To the celebrated Dr. Johnson he was respectfully attached; and was fond of having him often as a guest. Boswell has detailed some pleasing particulars of these interviews; and, after relating one, adds in a note the following remarks: “Let me here pay a tribute of gratitude to the memory of that excellent person, my intimacy with whom was the more valuable to me, because my first acquaintance with him was unexpected and unsolicited. Soon after the publication of my ‘Account of Corsica,’ he did me the honor to call on me, and approaching me with a frank, courteous air, said, ’Sir, my name is Oglethorpe, and I wish to become acquainted with you.’ I was not a little flattered to be thus addressed by an eminent man, of whom I had read in Pope from my early years,
“Or, driven by strong benevolence
of soul,
Will fly like Oglethorpe from pole to
pole.”
“I was fortunate enough to be found worthy of his good opinion, insomuch that I was not only invited to make one of the many respectable companies whom he entertained at his table, but had a cover at his hospitable board every day when I happened to be disengaged; and in his society I never failed to enjoy learned and animated conversation, seasoned with genuine sentiments of virtue and religion."[1]
[Footnote 1: Vol. III. p. 225.]
Dr. Warton, referring to Oglethorpe, says, “I had the pleasure of knowing him well;” and, in a note upon the couplet quoted from Pope, says, “Here are lines that will justly confer immortality on a man who well deserved so magnificent an eulogium. He was, at once, a great hero, and a great legislator. The vigor of his mind and body have seldom been equalled. The vivacity of his genius continued to great old age. The variety of his adventures, and the very different scenes in which he had been engaged, made me regret that his life has never been written. Dr. Johnson once offered to do it, if the General would furnish him the materials. Johnson had a great regard for him, for he was one of the first persons that highly, in all companies, praised his ‘London.’ His first campaign was made under Prince Eugene against the Turks, and that great General always spoke of Oglethorpe in the highest terms. But his settlement of the Colony of Georgia gave a greater lustre to his character than even his military exploits.”
With Goldsmith, too, he was intimate. In the lately published biography of this poet by Prior,[1] referring to the occasional relief contributed to him in his exigences, it is added, “Goldsmith was content, likewise, to be made the channel of conveyance for the bounty of others, as we find by a letter of General Oglethorpe, a distinguished and amiable man, at whose table he met with good society, and spent many agreeable hours, and who now, at an advanced period of life, displayed the same love for the good of mankind, in a private way, that he had exerted on a more extended scale.” With the letter he sent five pounds, to be distributed in aid of a charitable institution, in whose behalf Goldsmith seems to have taken an active interest; and the letter concluded with this kindly expressed invitation; “If a farm, and a mere country scene will be a little refreshment from the smoke of London, we shall be glad of the happiness of seeing you at Cranham Hall.”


→ **Work item**
At the line with "What data populates", start transcribing; stop after the last line of the data below. Keep it exact and leave pictures out.
···
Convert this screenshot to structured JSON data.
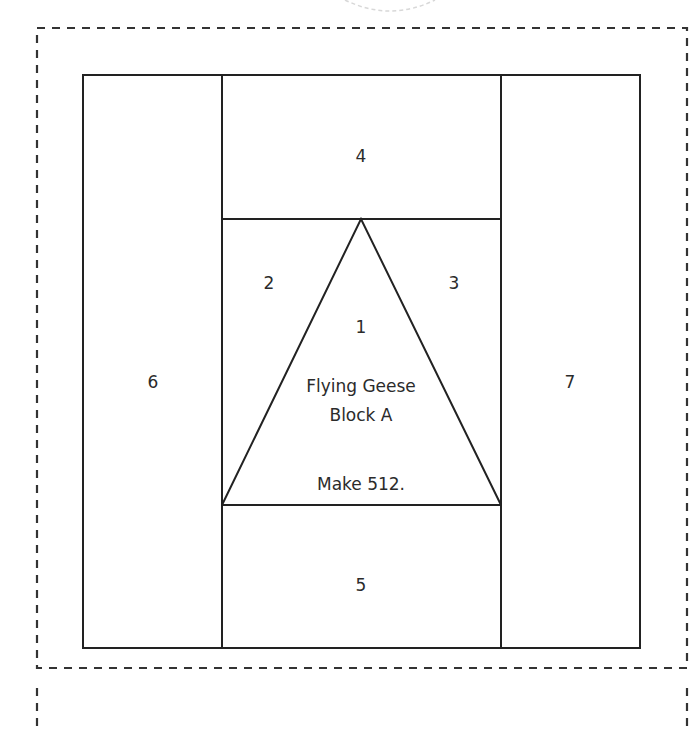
{
  "diagram": {
    "type": "foundation paper piecing pattern",
    "colors": {
      "line": "#222222",
      "dash": "#333333",
      "background": "#ffffff",
      "faint_arc": "#d8d8d8"
    },
    "pieces": [
      {
        "id": "1",
        "label": "1"
      },
      {
        "id": "2",
        "label": "2"
      },
      {
        "id": "3",
        "label": "3"
      },
      {
        "id": "4",
        "label": "4"
      },
      {
        "id": "5",
        "label": "5"
      },
      {
        "id": "6",
        "label": "6"
      },
      {
        "id": "7",
        "label": "7"
      }
    ],
    "block_name_line1": "Flying Geese",
    "block_name_line2": "Block A",
    "instruction": "Make 512."
  }
}
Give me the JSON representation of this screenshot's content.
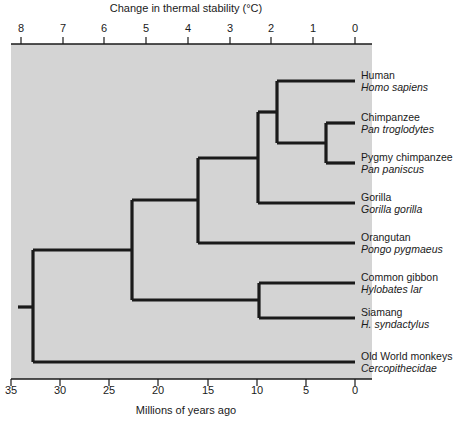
{
  "figure": {
    "background_color": "#d4d4d4",
    "line_color": "#1a1a1a",
    "plot_left_px": 11,
    "plot_right_px": 372,
    "plot_top_px": 44,
    "plot_bottom_px": 379
  },
  "top_axis": {
    "title": "Change in thermal stability (°C)",
    "ticks": [
      {
        "label": "8",
        "x": 21
      },
      {
        "label": "7",
        "x": 63
      },
      {
        "label": "6",
        "x": 104
      },
      {
        "label": "5",
        "x": 146
      },
      {
        "label": "4",
        "x": 188
      },
      {
        "label": "3",
        "x": 230
      },
      {
        "label": "2",
        "x": 271
      },
      {
        "label": "1",
        "x": 313
      },
      {
        "label": "0",
        "x": 355
      }
    ]
  },
  "bottom_axis": {
    "title": "Millions of years ago",
    "ticks": [
      {
        "label": "35",
        "x": 11
      },
      {
        "label": "30",
        "x": 60
      },
      {
        "label": "25",
        "x": 109
      },
      {
        "label": "20",
        "x": 158
      },
      {
        "label": "15",
        "x": 208
      },
      {
        "label": "10",
        "x": 257
      },
      {
        "label": "5",
        "x": 306
      },
      {
        "label": "0",
        "x": 355
      }
    ]
  },
  "chart_data": {
    "type": "tree",
    "top_xlabel": "Change in thermal stability (°C)",
    "bottom_xlabel": "Millions of years ago",
    "top_xlim": [
      8,
      0
    ],
    "bottom_xlim": [
      35,
      0
    ],
    "grid": false,
    "legend": "none",
    "taxa": [
      {
        "common": "Human",
        "scientific": "Homo sapiens",
        "tip_y": 81,
        "branch_start_x": 277
      },
      {
        "common": "Chimpanzee",
        "scientific": "Pan troglodytes",
        "tip_y": 123,
        "branch_start_x": 326
      },
      {
        "common": "Pygmy chimpanzee",
        "scientific": "Pan paniscus",
        "tip_y": 163,
        "branch_start_x": 326
      },
      {
        "common": "Gorilla",
        "scientific": "Gorilla gorilla",
        "tip_y": 203,
        "branch_start_x": 258
      },
      {
        "common": "Orangutan",
        "scientific": "Pongo pygmaeus",
        "tip_y": 243,
        "branch_start_x": 198
      },
      {
        "common": "Common gibbon",
        "scientific": "Hylobates lar",
        "tip_y": 283,
        "branch_start_x": 259
      },
      {
        "common": "Siamang",
        "scientific": "H. syndactylus",
        "tip_y": 318,
        "branch_start_x": 259
      },
      {
        "common": "Old World monkeys",
        "scientific": "Cercopithecidae",
        "tip_y": 362,
        "branch_start_x": 33
      }
    ],
    "nodes": [
      {
        "name": "chimp-pygmy-node",
        "x": 326,
        "mya": 2.5,
        "child_y": [
          123,
          163
        ],
        "parent_y": 143
      },
      {
        "name": "human-pan-node",
        "x": 277,
        "mya": 7.0,
        "child_y": [
          81,
          143
        ],
        "parent_y": 112
      },
      {
        "name": "gorilla-node",
        "x": 258,
        "mya": 9.0,
        "child_y": [
          112,
          203
        ],
        "parent_y": 158
      },
      {
        "name": "orangutan-node",
        "x": 198,
        "mya": 15.0,
        "child_y": [
          158,
          243
        ],
        "parent_y": 200
      },
      {
        "name": "gibbon-siamang-node",
        "x": 259,
        "mya": 9.0,
        "child_y": [
          283,
          318
        ],
        "parent_y": 300
      },
      {
        "name": "hominoid-node",
        "x": 132,
        "mya": 21.5,
        "child_y": [
          200,
          300
        ],
        "parent_y": 250
      },
      {
        "name": "root-node",
        "x": 33,
        "mya": 33.0,
        "child_y": [
          250,
          362
        ],
        "parent_y": 307
      }
    ],
    "root_stub": {
      "x_from": 18,
      "x_to": 33,
      "y": 307
    }
  }
}
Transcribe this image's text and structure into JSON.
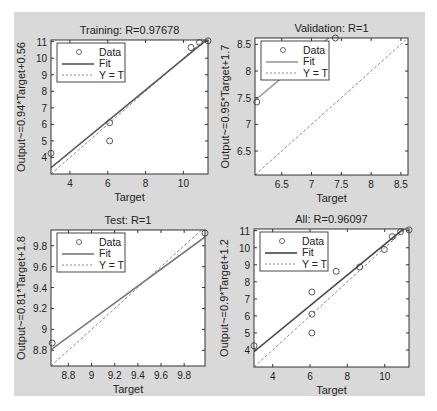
{
  "chart_data": [
    {
      "type": "scatter",
      "id": "training",
      "title": "Training: R=0.97678",
      "xlabel": "Target",
      "ylabel": "Output~=0.94*Target+0.56",
      "xlim": [
        3,
        11.3
      ],
      "ylim": [
        3,
        11.1
      ],
      "xticks": [
        4,
        6,
        8,
        10
      ],
      "yticks": [
        4,
        5,
        6,
        7,
        8,
        9,
        10,
        11
      ],
      "fit": {
        "slope": 0.94,
        "intercept": 0.56,
        "color": "#555555"
      },
      "points": [
        [
          3.0,
          4.25
        ],
        [
          6.1,
          6.1
        ],
        [
          6.1,
          5.0
        ],
        [
          10.4,
          10.65
        ],
        [
          10.85,
          10.95
        ],
        [
          11.3,
          11.05
        ]
      ],
      "legend": [
        "Data",
        "Fit",
        "Y = T"
      ],
      "grid": false
    },
    {
      "type": "scatter",
      "id": "validation",
      "title": "Validation: R=1",
      "xlabel": "Target",
      "ylabel": "Output~=0.95*Target+1.7",
      "xlim": [
        6.05,
        8.62
      ],
      "ylim": [
        6.05,
        8.62
      ],
      "xticks": [
        6.5,
        7,
        7.5,
        8,
        8.5
      ],
      "yticks": [
        6.5,
        7,
        7.5,
        8,
        8.5
      ],
      "fit": {
        "slope": 0.95,
        "intercept": 1.7,
        "color": "#999999"
      },
      "points": [
        [
          6.08,
          7.42
        ],
        [
          7.4,
          8.62
        ]
      ],
      "legend": [
        "Data",
        "Fit",
        "Y = T"
      ],
      "grid": false
    },
    {
      "type": "scatter",
      "id": "test",
      "title": "Test: R=1",
      "xlabel": "Target",
      "ylabel": "Output~=0.81*Target+1.8",
      "xlim": [
        8.65,
        9.98
      ],
      "ylim": [
        8.65,
        9.95
      ],
      "xticks": [
        8.8,
        9,
        9.2,
        9.4,
        9.6,
        9.8
      ],
      "yticks": [
        8.8,
        9,
        9.2,
        9.4,
        9.6,
        9.8
      ],
      "fit": {
        "slope": 0.81,
        "intercept": 1.8,
        "color": "#777777"
      },
      "points": [
        [
          8.66,
          8.87
        ],
        [
          9.98,
          9.92
        ]
      ],
      "legend": [
        "Data",
        "Fit",
        "Y = T"
      ],
      "grid": false
    },
    {
      "type": "scatter",
      "id": "all",
      "title": "All: R=0.96097",
      "xlabel": "Target",
      "ylabel": "Output~=0.9*Target+1.2",
      "xlim": [
        3,
        11.3
      ],
      "ylim": [
        3,
        11.1
      ],
      "xticks": [
        4,
        6,
        8,
        10
      ],
      "yticks": [
        4,
        5,
        6,
        7,
        8,
        9,
        10,
        11
      ],
      "fit": {
        "slope": 0.9,
        "intercept": 1.2,
        "color": "#444444"
      },
      "points": [
        [
          3.0,
          4.25
        ],
        [
          6.1,
          7.4
        ],
        [
          6.1,
          6.1
        ],
        [
          6.1,
          5.0
        ],
        [
          7.4,
          8.62
        ],
        [
          8.66,
          8.87
        ],
        [
          9.98,
          9.9
        ],
        [
          10.4,
          10.65
        ],
        [
          10.85,
          10.95
        ],
        [
          11.3,
          11.05
        ]
      ],
      "legend": [
        "Data",
        "Fit",
        "Y = T"
      ],
      "grid": false
    }
  ],
  "layout": {
    "boxes": [
      {
        "x": 51,
        "y": 40,
        "w": 157,
        "h": 134
      },
      {
        "x": 255,
        "y": 38,
        "w": 153,
        "h": 137
      },
      {
        "x": 51,
        "y": 230,
        "w": 154,
        "h": 136
      },
      {
        "x": 254,
        "y": 229,
        "w": 155,
        "h": 138
      }
    ]
  }
}
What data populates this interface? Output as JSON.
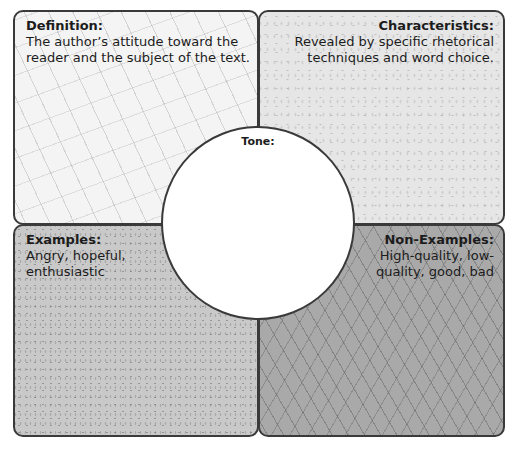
{
  "frayer_model": {
    "center": {
      "label": "Tone:"
    },
    "definition": {
      "heading": "Definition:",
      "body": "The author’s attitude toward the reader and the subject of the text."
    },
    "characteristics": {
      "heading": "Characteristics:",
      "body": "Revealed by specific rhetorical techniques and word choice."
    },
    "examples": {
      "heading": "Examples:",
      "body": "Angry, hopeful, enthusiastic"
    },
    "non_examples": {
      "heading": "Non-Examples:",
      "body": "High-quality, low-quality, good, bad"
    }
  },
  "colors": {
    "border": "#3a3a3a",
    "definition_bg": "#f4f4f4",
    "characteristics_bg": "#e6e6e6",
    "examples_bg": "#c9c9c9",
    "non_examples_bg": "#a9a9a9",
    "center_bg": "#ffffff"
  }
}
···
→ **Solution for this task**
What data populates this interface? Output as JSON.
{
  "frayer_model": {
    "center": {
      "label": "Tone:"
    },
    "definition": {
      "heading": "Definition:",
      "body": "The author’s attitude toward the reader and the subject of the text."
    },
    "characteristics": {
      "heading": "Characteristics:",
      "body": "Revealed by specific rhetorical techniques and word choice."
    },
    "examples": {
      "heading": "Examples:",
      "body": "Angry, hopeful, enthusiastic"
    },
    "non_examples": {
      "heading": "Non-Examples:",
      "body": "High-quality, low-quality, good, bad"
    }
  },
  "colors": {
    "border": "#3a3a3a",
    "definition_bg": "#f4f4f4",
    "characteristics_bg": "#e6e6e6",
    "examples_bg": "#c9c9c9",
    "non_examples_bg": "#a9a9a9",
    "center_bg": "#ffffff"
  }
}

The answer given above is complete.